I see these questions as a way to swiftly distinguish the humourless from the sophisticated atheist. That is, the humourless will respond to a) with some sort of denial or equivocation, asserting or implying that wisdom doesn’t exist (or can be reductively made equivalent to “just” personal preference). In contrast, the sophisticated atheist will not only answer a) positively but will be interested in exploring the questions that arise from any possible answer to b). (To my mind, this is where the conversations become most interesting – sophisticated atheists will criticise Christianity on the basis of how well it actually functions to cultivate wisdom. This gives rise to criticisms that Christians must listen to.)

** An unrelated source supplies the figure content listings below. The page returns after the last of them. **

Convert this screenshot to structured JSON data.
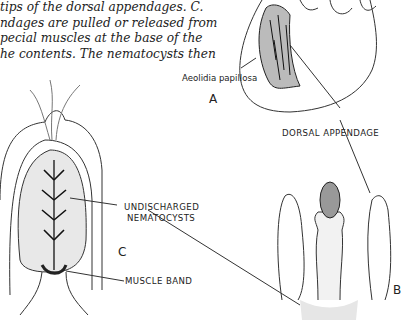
{
  "caption": {
    "lines": [
      "tips of the dorsal appendages. C.",
      "ndages are pulled or released from",
      "pecial muscles at the base of the",
      "he contents. The nematocysts then"
    ]
  },
  "figure": {
    "species_label": "Aeolidia papillosa",
    "panel_a": "A",
    "panel_b": "B",
    "panel_c": "C",
    "labels": {
      "dorsal_appendage": "DORSAL APPENDAGE",
      "undischarged_line1": "UNDISCHARGED",
      "undischarged_line2": "NEMATOCYSTS",
      "muscle_band": "MUSCLE BAND"
    }
  }
}
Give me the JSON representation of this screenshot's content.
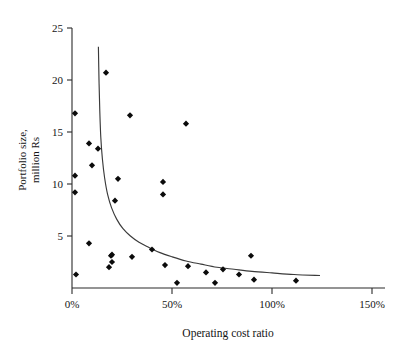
{
  "chart_data": {
    "type": "scatter",
    "title": "",
    "xlabel": "Operating cost ratio",
    "ylabel": "Portfolio size, million Rs",
    "ylabel_line1": "Portfolio size,",
    "ylabel_line2": "million Rs",
    "xlim": [
      0,
      150
    ],
    "ylim": [
      0,
      25
    ],
    "xtick_values": [
      0,
      50,
      100,
      150
    ],
    "xtick_labels": [
      "0%",
      "50%",
      "100%",
      "150%"
    ],
    "ytick_values": [
      5,
      10,
      15,
      20,
      25
    ],
    "ytick_labels": [
      "5",
      "10",
      "15",
      "20",
      "25"
    ],
    "grid": false,
    "legend": null,
    "marker_style": "filled-diamond",
    "marker_color": "#0b0b0b",
    "curve_color": "#3a3a3a",
    "points": [
      {
        "x": 1.5,
        "y": 16.8
      },
      {
        "x": 1.5,
        "y": 10.8
      },
      {
        "x": 1.5,
        "y": 9.2
      },
      {
        "x": 2.0,
        "y": 1.3
      },
      {
        "x": 8.5,
        "y": 13.9
      },
      {
        "x": 8.5,
        "y": 4.3
      },
      {
        "x": 10.0,
        "y": 11.8
      },
      {
        "x": 13.0,
        "y": 13.4
      },
      {
        "x": 17.0,
        "y": 20.7
      },
      {
        "x": 18.5,
        "y": 2.0
      },
      {
        "x": 19.5,
        "y": 3.1
      },
      {
        "x": 20.0,
        "y": 3.2
      },
      {
        "x": 20.0,
        "y": 2.5
      },
      {
        "x": 21.5,
        "y": 8.4
      },
      {
        "x": 23.0,
        "y": 10.5
      },
      {
        "x": 29.0,
        "y": 16.6
      },
      {
        "x": 30.0,
        "y": 3.0
      },
      {
        "x": 40.0,
        "y": 3.7
      },
      {
        "x": 45.5,
        "y": 10.2
      },
      {
        "x": 45.5,
        "y": 9.0
      },
      {
        "x": 46.5,
        "y": 2.2
      },
      {
        "x": 52.5,
        "y": 0.5
      },
      {
        "x": 57.0,
        "y": 15.8
      },
      {
        "x": 58.0,
        "y": 2.1
      },
      {
        "x": 67.0,
        "y": 1.5
      },
      {
        "x": 71.5,
        "y": 0.5
      },
      {
        "x": 75.5,
        "y": 1.8
      },
      {
        "x": 83.5,
        "y": 1.3
      },
      {
        "x": 89.5,
        "y": 3.1
      },
      {
        "x": 91.0,
        "y": 0.8
      },
      {
        "x": 112.0,
        "y": 0.7
      }
    ],
    "fit_curve": {
      "description": "hyperbolic decay fit",
      "points": [
        {
          "x": 13.2,
          "y": 23.2
        },
        {
          "x": 13.5,
          "y": 20.0
        },
        {
          "x": 13.9,
          "y": 17.0
        },
        {
          "x": 14.4,
          "y": 14.5
        },
        {
          "x": 15.2,
          "y": 12.4
        },
        {
          "x": 16.3,
          "y": 10.6
        },
        {
          "x": 17.8,
          "y": 9.0
        },
        {
          "x": 19.8,
          "y": 7.7
        },
        {
          "x": 22.4,
          "y": 6.6
        },
        {
          "x": 25.5,
          "y": 5.7
        },
        {
          "x": 29.2,
          "y": 5.0
        },
        {
          "x": 33.5,
          "y": 4.4
        },
        {
          "x": 38.5,
          "y": 3.9
        },
        {
          "x": 44.0,
          "y": 3.4
        },
        {
          "x": 50.0,
          "y": 3.0
        },
        {
          "x": 57.0,
          "y": 2.6
        },
        {
          "x": 64.5,
          "y": 2.3
        },
        {
          "x": 72.5,
          "y": 2.0
        },
        {
          "x": 81.0,
          "y": 1.8
        },
        {
          "x": 90.0,
          "y": 1.6
        },
        {
          "x": 100.0,
          "y": 1.45
        },
        {
          "x": 111.0,
          "y": 1.3
        },
        {
          "x": 124.0,
          "y": 1.2
        }
      ]
    }
  }
}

So what do I mean by wisdom? I would say something like: wisdom is the capacity to act and choose in a way that enables human flourishing. Which is very Aristotelean: I have in mind the virtue of phronesis, right judgement. Now there is a question to be pursued about what constitutes human flourishing (eudaimonia) but that need not detain us too long. I would argue that the different wisdom traditions embody different answers to that question and what I most want to pay attention to is the difference between all of the different wisdom traditions and the perspective that treats all wisdom traditions as irrational and not worth pursuing. The sophisticated atheist can engage in conversations about what actually does foster human flourishing because the essential premise is accepted (ie a positive answer to my first question). I would then want to go along the lines MacIntyre sketched out in “Whose Justice? Which Rationality?” and ask questions about the traditions as a whole.

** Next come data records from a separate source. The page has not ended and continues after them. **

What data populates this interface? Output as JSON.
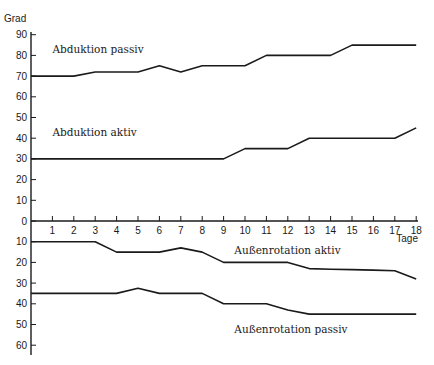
{
  "chart_data": {
    "type": "line",
    "title": "",
    "xlabel": "Tage",
    "ylabel": "Grad",
    "x": [
      0,
      1,
      2,
      3,
      4,
      5,
      6,
      7,
      8,
      9,
      10,
      11,
      12,
      13,
      14,
      15,
      16,
      17,
      18
    ],
    "x_ticks": [
      1,
      2,
      3,
      4,
      5,
      6,
      7,
      8,
      9,
      10,
      11,
      12,
      13,
      14,
      15,
      16,
      17,
      18
    ],
    "y_ticks_upper": [
      90,
      80,
      70,
      60,
      50,
      40,
      30,
      20,
      10,
      0
    ],
    "y_ticks_lower": [
      10,
      20,
      30,
      40,
      50,
      60
    ],
    "ylim": [
      -65,
      92
    ],
    "xlim": [
      0,
      18
    ],
    "grid": false,
    "legend": "inline labels",
    "note": "Lower half (below 0) shows Außenrotation in degrees plotted downward",
    "series": [
      {
        "name": "Abduktion passiv",
        "direction": "up",
        "values": [
          70,
          70,
          70,
          72,
          72,
          72,
          75,
          72,
          75,
          75,
          75,
          80,
          80,
          80,
          80,
          85,
          85,
          85,
          85
        ]
      },
      {
        "name": "Abduktion aktiv",
        "direction": "up",
        "values": [
          30,
          30,
          30,
          30,
          30,
          30,
          30,
          30,
          30,
          30,
          35,
          35,
          35,
          40,
          40,
          40,
          40,
          40,
          45
        ]
      },
      {
        "name": "Außenrotation aktiv",
        "direction": "down",
        "values": [
          10,
          10,
          10,
          10,
          15,
          15,
          15,
          13,
          15,
          20,
          20,
          20,
          20,
          23,
          23.3,
          23.5,
          23.7,
          24,
          28
        ]
      },
      {
        "name": "Außenrotation passiv",
        "direction": "down",
        "values": [
          35,
          35,
          35,
          35,
          35,
          32.5,
          35,
          35,
          35,
          40,
          40,
          40,
          43,
          45,
          45,
          45,
          45,
          45,
          45
        ]
      }
    ],
    "annotations": [
      {
        "text": "Abduktion passiv",
        "x": 1,
        "y": 83
      },
      {
        "text": "Abduktion aktiv",
        "x": 1,
        "y": 43
      },
      {
        "text": "Außenrotation aktiv",
        "x": 9.5,
        "y": -14
      },
      {
        "text": "Außenrotation passiv",
        "x": 9.5,
        "y": -52
      }
    ]
  }
}
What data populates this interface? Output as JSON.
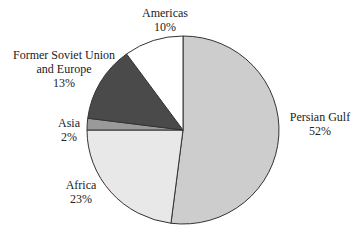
{
  "chart_data": {
    "type": "pie",
    "title": "",
    "slices": [
      {
        "label": "Persian Gulf",
        "value": 52,
        "pct_label": "52%",
        "color": "#cdcdcd"
      },
      {
        "label": "Africa",
        "value": 23,
        "pct_label": "23%",
        "color": "#e8e8e8"
      },
      {
        "label": "Asia",
        "value": 2,
        "pct_label": "2%",
        "color": "#9a9a9a"
      },
      {
        "label": "Former Soviet Union and Europe",
        "value": 13,
        "pct_label": "13%",
        "color": "#4a4a4a"
      },
      {
        "label": "Americas",
        "value": 10,
        "pct_label": "10%",
        "color": "#ffffff"
      }
    ],
    "start_angle_deg": 0,
    "direction": "clockwise"
  },
  "labels": {
    "persian_gulf": {
      "name": "Persian Gulf",
      "pct": "52%"
    },
    "africa": {
      "name": "Africa",
      "pct": "23%"
    },
    "asia": {
      "name": "Asia",
      "pct": "2%"
    },
    "fsu": {
      "name1": "Former Soviet Union",
      "name2": "and Europe",
      "pct": "13%"
    },
    "americas": {
      "name": "Americas",
      "pct": "10%"
    }
  }
}
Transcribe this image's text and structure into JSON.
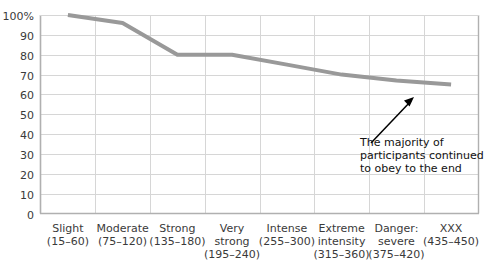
{
  "chart_data": {
    "type": "line",
    "title": "",
    "xlabel": "",
    "ylabel": "",
    "ylim": [
      0,
      100
    ],
    "grid": true,
    "legend": "none",
    "series_color": "#999999",
    "categories": [
      "Slight\n(15–60)",
      "Moderate\n(75–120)",
      "Strong\n(135–180)",
      "Very\nstrong\n(195–240)",
      "Intense\n(255–300)",
      "Extreme\nintensity\n(315–360)",
      "Danger:\nsevere\n(375–420)",
      "XXX\n(435–450)"
    ],
    "values": [
      100,
      96,
      80,
      80,
      75,
      70,
      67,
      65
    ],
    "ytick_labels": [
      "100%",
      "90",
      "80",
      "70",
      "60",
      "50",
      "40",
      "30",
      "20",
      "10",
      "0"
    ],
    "ytick_values": [
      100,
      90,
      80,
      70,
      60,
      50,
      40,
      30,
      20,
      10,
      0
    ],
    "annotations": [
      {
        "text_lines": [
          "The majority of",
          "participants continued",
          "to obey to the end"
        ],
        "arrow": "points up-right to end of line"
      }
    ]
  },
  "xaxis": {
    "categories": [
      {
        "line1": "Slight",
        "line2": "(15–60)",
        "line3": ""
      },
      {
        "line1": "Moderate",
        "line2": "(75–120)",
        "line3": ""
      },
      {
        "line1": "Strong",
        "line2": "(135–180)",
        "line3": ""
      },
      {
        "line1": "Very",
        "line2": "strong",
        "line3": "(195–240)"
      },
      {
        "line1": "Intense",
        "line2": "(255–300)",
        "line3": ""
      },
      {
        "line1": "Extreme",
        "line2": "intensity",
        "line3": "(315–360)"
      },
      {
        "line1": "Danger:",
        "line2": "severe",
        "line3": "(375–420)"
      },
      {
        "line1": "XXX",
        "line2": "(435–450)",
        "line3": ""
      }
    ]
  },
  "yaxis": {
    "ticks": [
      "100%",
      "90",
      "80",
      "70",
      "60",
      "50",
      "40",
      "30",
      "20",
      "10",
      "0"
    ]
  },
  "annotation": {
    "line1": "The majority of",
    "line2": "participants continued",
    "line3": "to obey to the end"
  },
  "colors": {
    "series": "#999999",
    "grid": "#d6d6d6",
    "axis": "#b0b0b0",
    "text": "#3a3a3a",
    "annotation_text": "#111111",
    "arrow": "#000000",
    "background": "#ffffff"
  }
}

So what is wrong with reducing wisdom to personal preference, that it’s simply a question of what different people like? Well, lots of things, but let’s begin with the idea that wisdom is something that can be acquired; that it is something which is centrally involved in the formation of a character; and that it therefore cannot be reduced to personal preference for the simple reason that the ‘personal’ element is what is changeable. Wisdom is all about enabling a person to develop their character, in the sense of acquiring virtues (eg honesty, courage, prudence etc) that will turn them into something different – a more honest, courageous and prudent person.
As I understand wisdom, then, it is not dependent upon being placed in a theistic tradition (which is presumably what the on-line dictionaries were drawing on when considering scientia and sapientia). Buddhism, for example, is perfectly capable of generating wise people! You could say that what I want to insist upon, in distinguishing between atheisms, is that some forms of atheism discard too much; that the reasons why they discard too much are open to question; and that there is no necessity to reject wisdom whilst rejecting theism. However, such atheisms are normally most accurately described by the answers given to b), rather than the basically content-free ‘atheist’ label.